View Article and Find Full Text PDFParasitol Res
June 2023
Department of Veterinary Medicine, Institute for Parasitology and Tropical Veterinary Medicine, Freie Universität Berlin, Berlin, Germany.
The range of the protozoan parasite Theileria parva, which causes East Coast fever in cattle, has been expanding to countries where it has not previously been detected, as a result of cross-border domestic cattle movement. Countries where T. parva has not previously been observed until recently include Cameroon and South Sudan.
View Article and Find Full Text PDFPathogens
February 2023
College of Veterinary Medicine, Animal Resources and Biosecurity (COVAB), Makerere University, Kampala P.O. Box 7062, Uganda.
East Coast fever (ECF) is a tick-borne disease of cattle that hinders the development of the livestock industry in eastern, central and southern Africa. The 'Muguga cocktail' live vaccine, delivered by an infection and treatment method (ITM), remains the only immunisation strategy of controlling ECF. However, there are challenges of the live vaccine inducing ECF carrier status in immunised animals and the possibility of lack of protection from parasite strains that are antigenically different from the vaccine strains.
View Article and Find Full Text PDFBiochimie
March 2023
Biochemistry, School of Life Sciences, University of KwaZulu-Natal (Pietermaritzburg Campus), Private Bag X01, Scottsville, 3209, South Africa.
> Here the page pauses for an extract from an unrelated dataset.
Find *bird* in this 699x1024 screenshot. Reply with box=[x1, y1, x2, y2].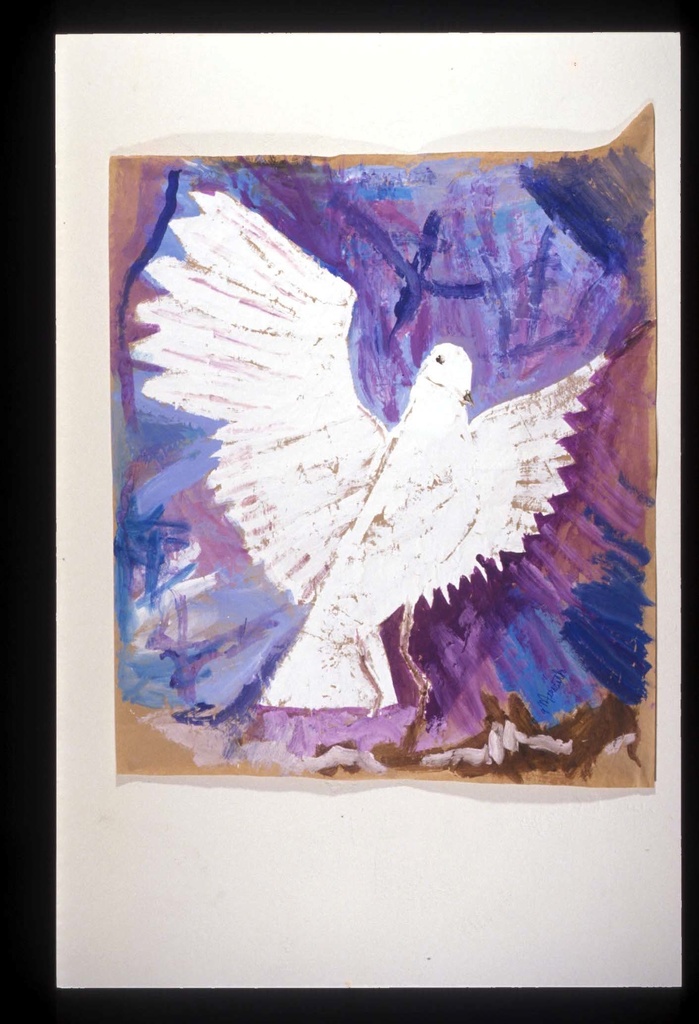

Electronic address:
The tick-transmitted apicomplexan Theileria parva causes East Coast fever, a bovine disease of great economic and veterinary importance in Africa. Papain-like cysteine proteases play important roles in protozoan parasite host cell entry and egress, nutrition and host immune evasion. This study reports the identification and characterisation of a T.